A Private Place could not have been written had I myself not been to a progressive co-educational boarding school, Bedales. You can read more about my experience of this in the journalism section. The scandal that brings down Knotshead is, however, similar to one that closed another leading school of this kind, Dartington; and features of life at a number of other such schools are incorporated. Physically, Knotshead is based on Stowe with its classical temples and gardens.

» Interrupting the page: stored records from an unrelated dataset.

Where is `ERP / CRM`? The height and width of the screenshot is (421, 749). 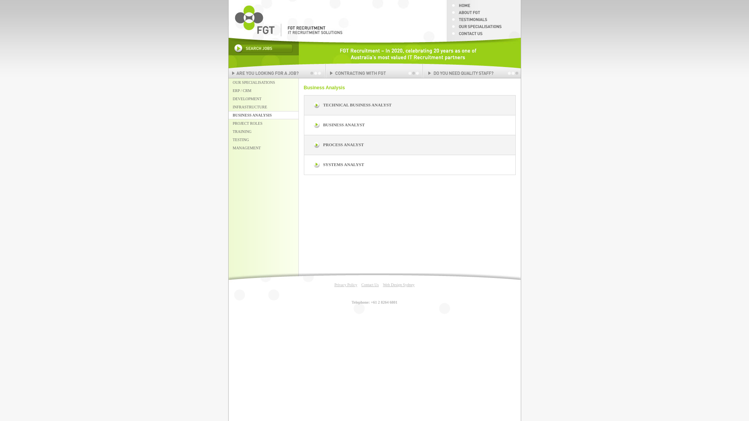 ERP / CRM is located at coordinates (264, 91).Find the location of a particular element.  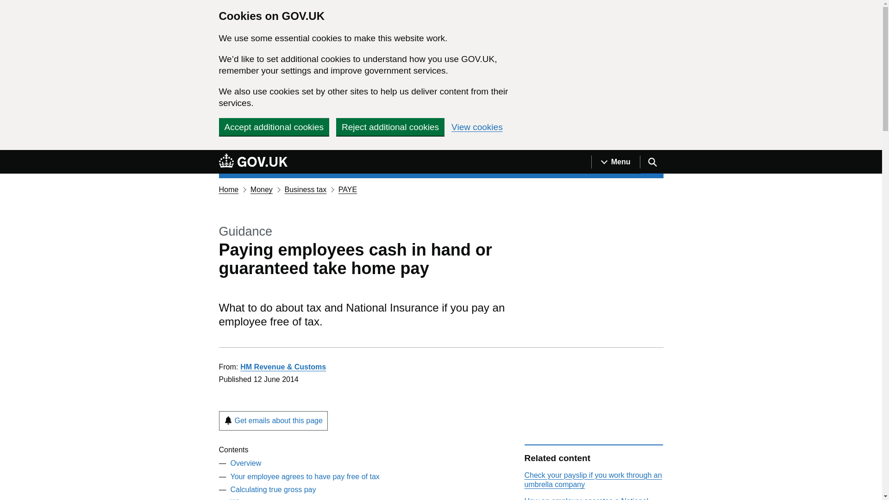

What to report is located at coordinates (254, 499).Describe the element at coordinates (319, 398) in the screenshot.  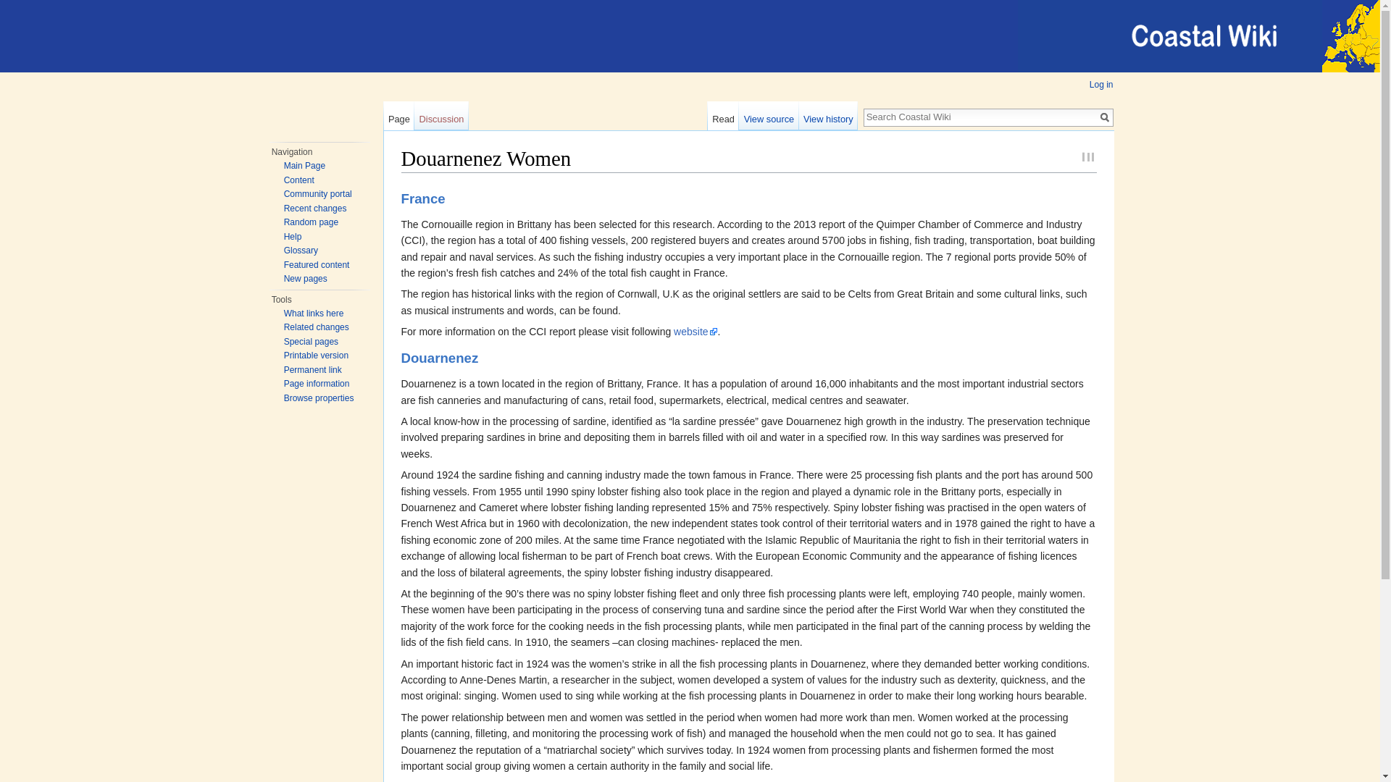
I see `Browse properties` at that location.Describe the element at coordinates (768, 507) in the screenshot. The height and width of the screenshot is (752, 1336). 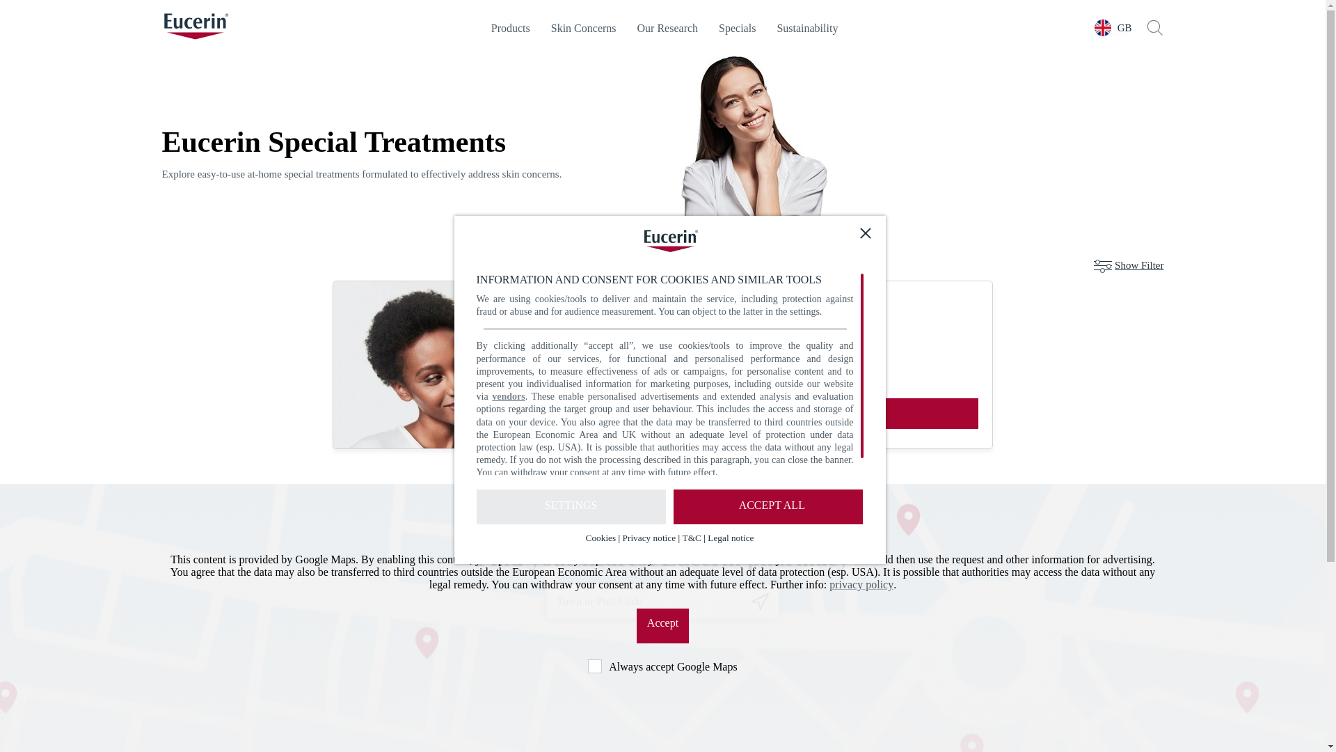
I see `ACCEPT ALL` at that location. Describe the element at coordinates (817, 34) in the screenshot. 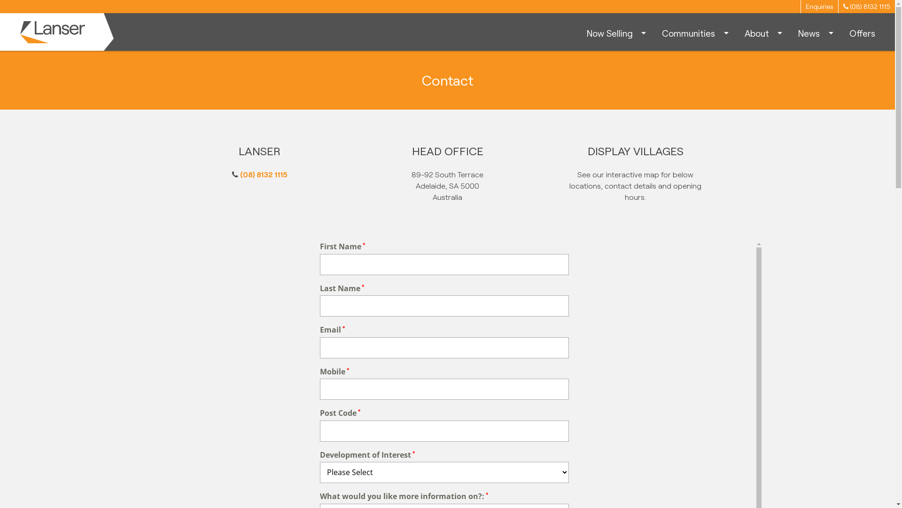

I see `News` at that location.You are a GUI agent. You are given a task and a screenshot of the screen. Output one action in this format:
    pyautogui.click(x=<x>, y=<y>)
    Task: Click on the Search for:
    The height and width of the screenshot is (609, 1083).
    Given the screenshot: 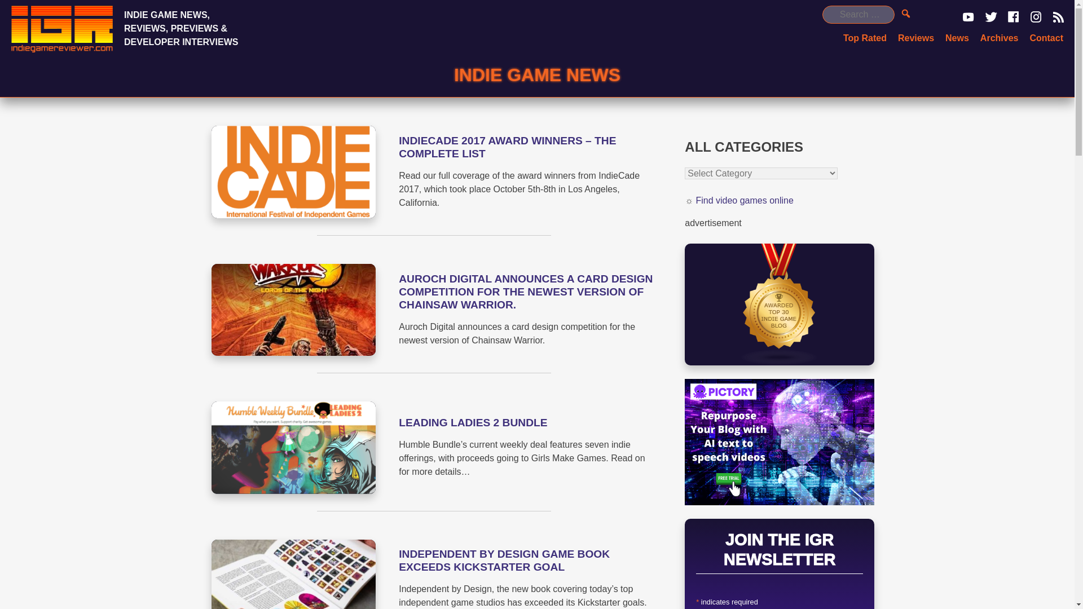 What is the action you would take?
    pyautogui.click(x=858, y=15)
     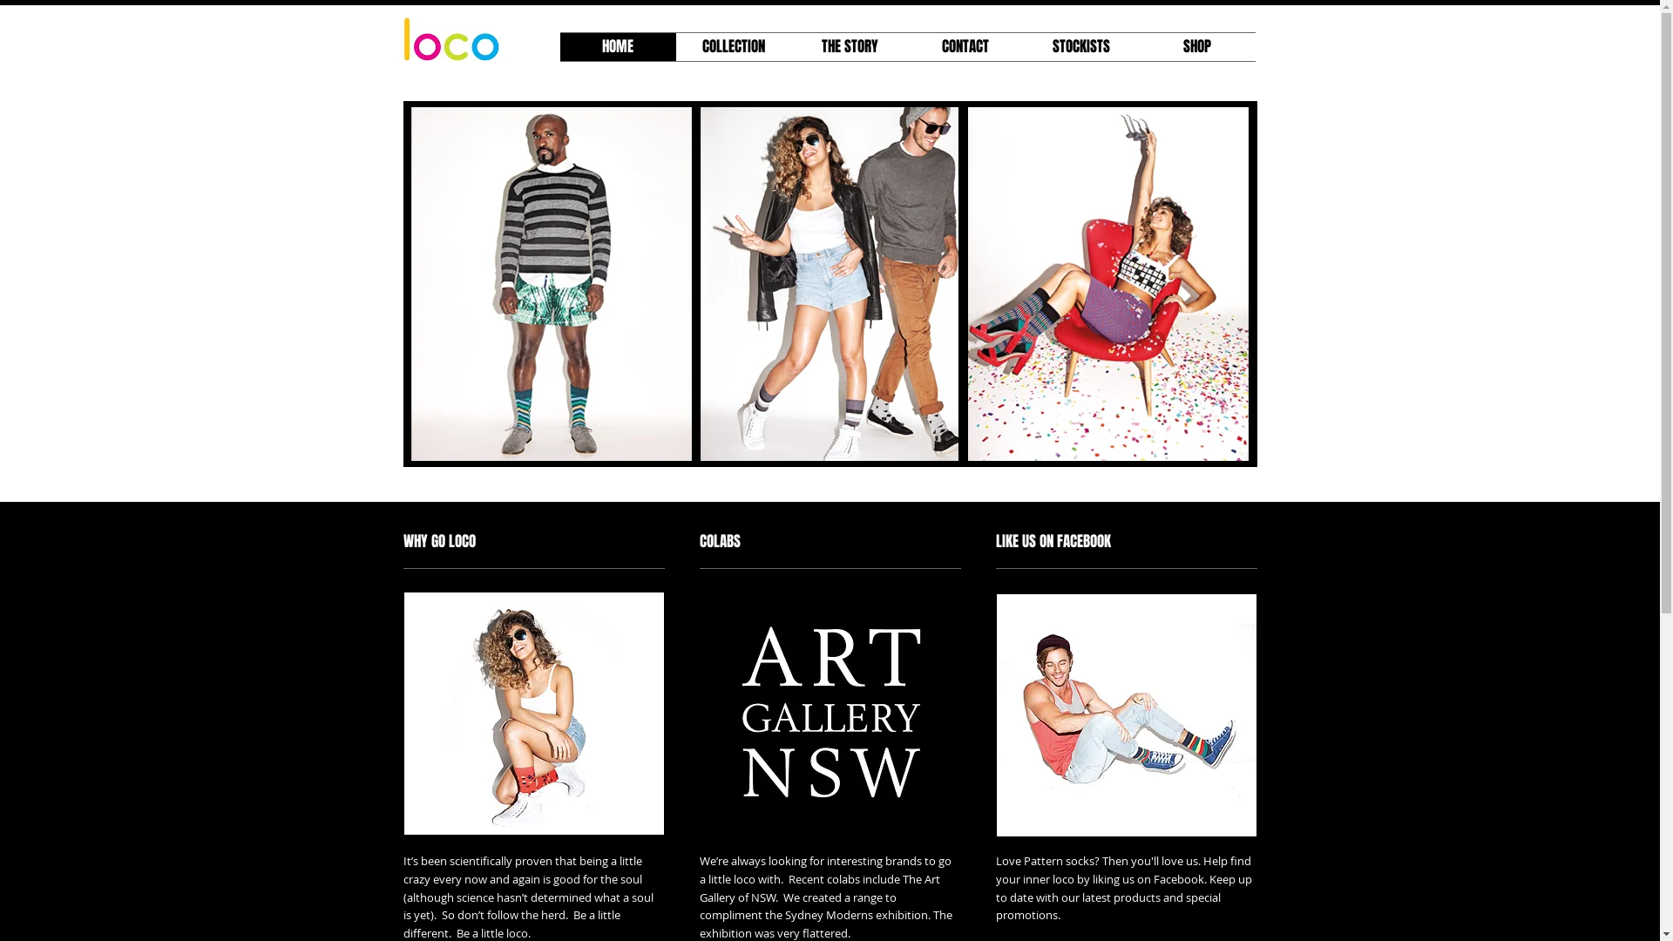 What do you see at coordinates (533, 714) in the screenshot?
I see `IMG_1002_square1.jpg` at bounding box center [533, 714].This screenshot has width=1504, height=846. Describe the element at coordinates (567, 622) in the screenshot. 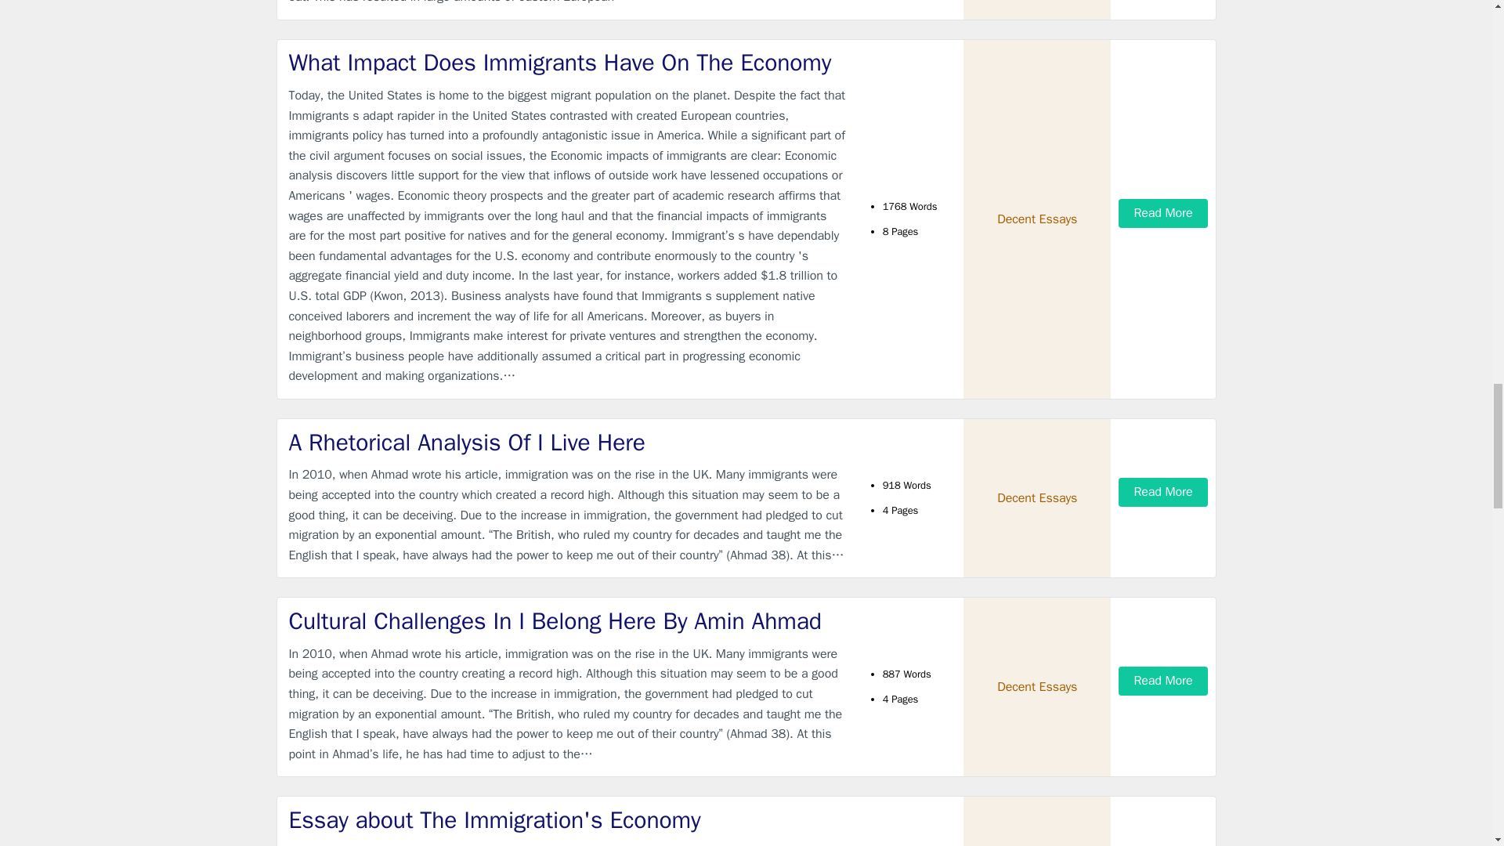

I see `Cultural Challenges In I Belong Here By Amin Ahmad` at that location.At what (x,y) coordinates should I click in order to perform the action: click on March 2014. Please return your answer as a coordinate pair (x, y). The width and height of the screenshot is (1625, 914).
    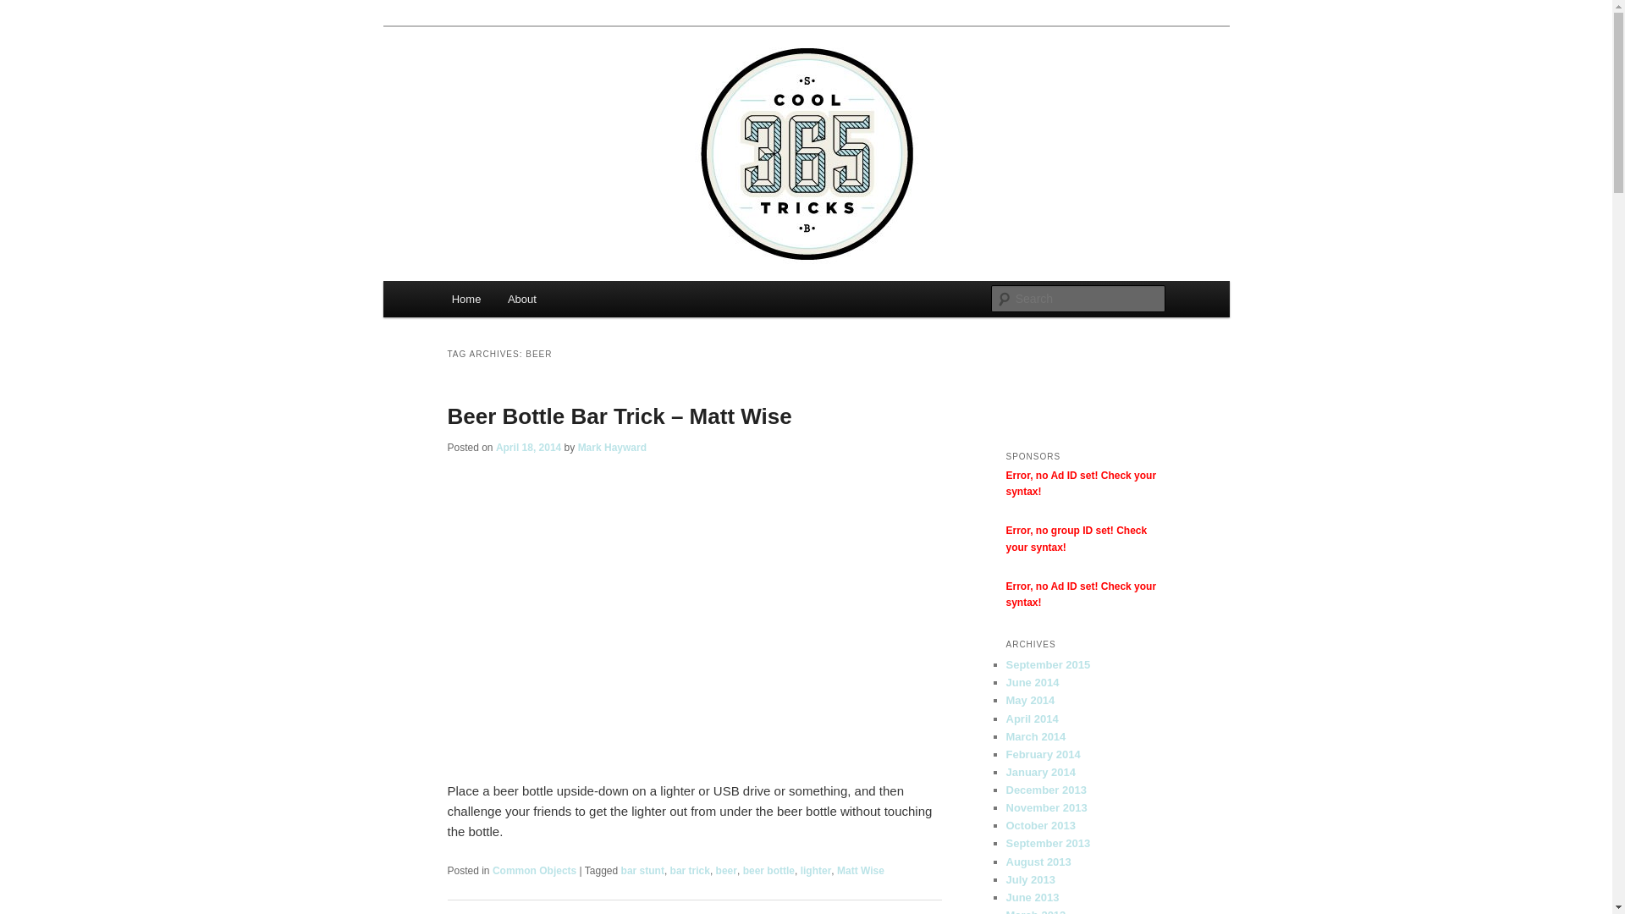
    Looking at the image, I should click on (1036, 736).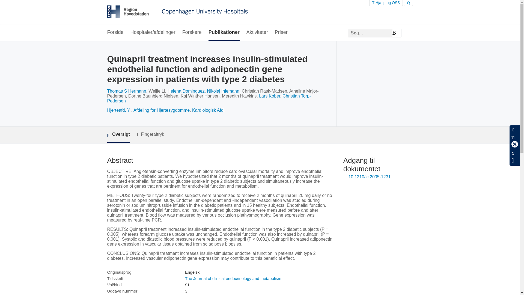 The height and width of the screenshot is (295, 524). What do you see at coordinates (177, 12) in the screenshot?
I see `Region Hovedstadens forskningsportal Forside` at bounding box center [177, 12].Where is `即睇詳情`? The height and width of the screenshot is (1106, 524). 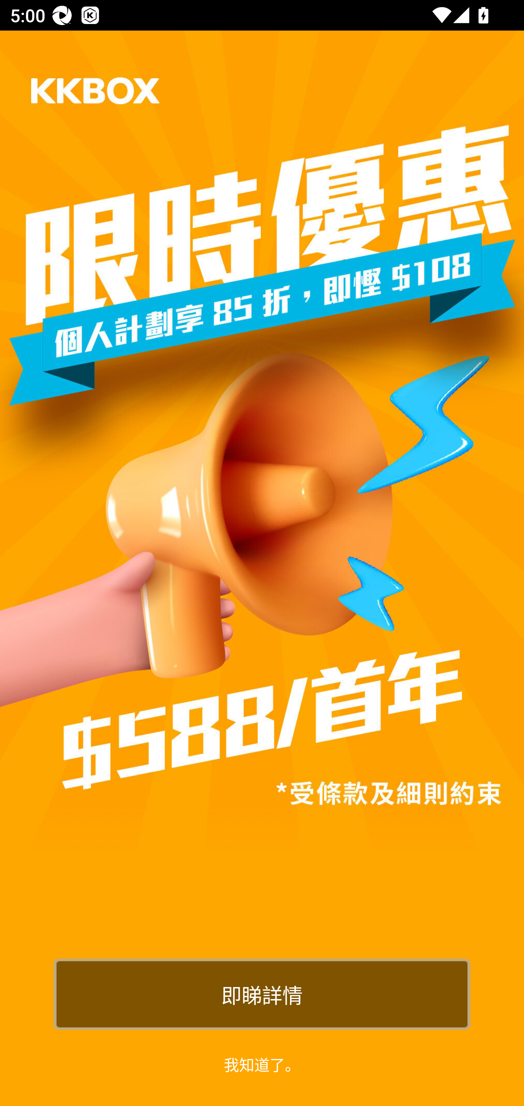
即睇詳情 is located at coordinates (262, 994).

The benefits of co-education tend to be accepted without question in Britain, particularly by those mortified by experiences at single-sex schools. What I was attacking was the principle of such establishments, which can only be upheld by parents whom, as Alice says, "either suffer from total amnesia about their own adolescence or else have the sex-drive of the giant panda." Co-educational boarding schools make sex a compulsory part of the syllabus: the fact that if you're caught in flagrante you'll be expelled only adds to its attractions. Because a school is a small community, it is impossible for any relationships to remain private. (The title is of course, from Andrew Marvell's Invitation to His Coy Mistress, which goes "the grave's a fine and private place/ But none I think do there embrace.") Those who resist it, or who are judged unattractive, suffer psychologically for a very long time after - in some cases, for life.

The plot is actually a re-telling of the myth of Theseus and the Minotaur, (hence Johnny Tore) with Alice as Ariadne and Grub (whose real name derives from Dionysus) as the god who rescues her. Those familiar with this myth may have fun tracing its twists and turns in the story. The painting of Ariadne's abandonment by Claude in the Wallace Collection is my own invention, although a magnificent one on the same subject by Titian is in the National Gallery. Grub's family, the Viners, who appear in this novel for the first time are also characters in subsequent novels. The fairy-tale aspect of families with three brothers has always intrigued me. Just as Emma Kenward, Andrew Evenlode and the Anstey family crop up in novels after 'Foreign Bodies', I found that I wanted to write more about the Viner family. Tom became the hero of A Vicious Circle, and their mother Ruth has an important part to play in In A Dark Wood. They represent the good side to liberal, middle-class morality - a morality which strives to reconcile what often seems irreconcilable, which is honest and brave and imaginative - whereas the way Knotshead is run shows the bad side to liberalism, with its deep-rooted hypocrisy, snobbery and dishonesty.

It was written as the Gulf War was being fought, and another kind of battle was raging in Britain - the battle not just to unseat the Conservative from power but within the Left. I wanted to suggest this through describing the battle between Romanticism and Classicism, of which Grub is an exponent of the former and Alice the latter. The landscape in which the pupils of Knotshead fight is one of Classicism overlaid with Romanticism, with Nature ultimately gaining the upper hand. In the end, as Nietzsche suggested, neither should win but both remain in balance. Grub needs Alice, and she him - but whether she will ever accept this is another question.

I have been amused by the assumptions that Alice must be a portrait of myself. She is categorically not, though I too did Latin A level. I was much more like Grub, who shares my red hair, left-handedness, half-Jewish ancestry and love of bad jokes.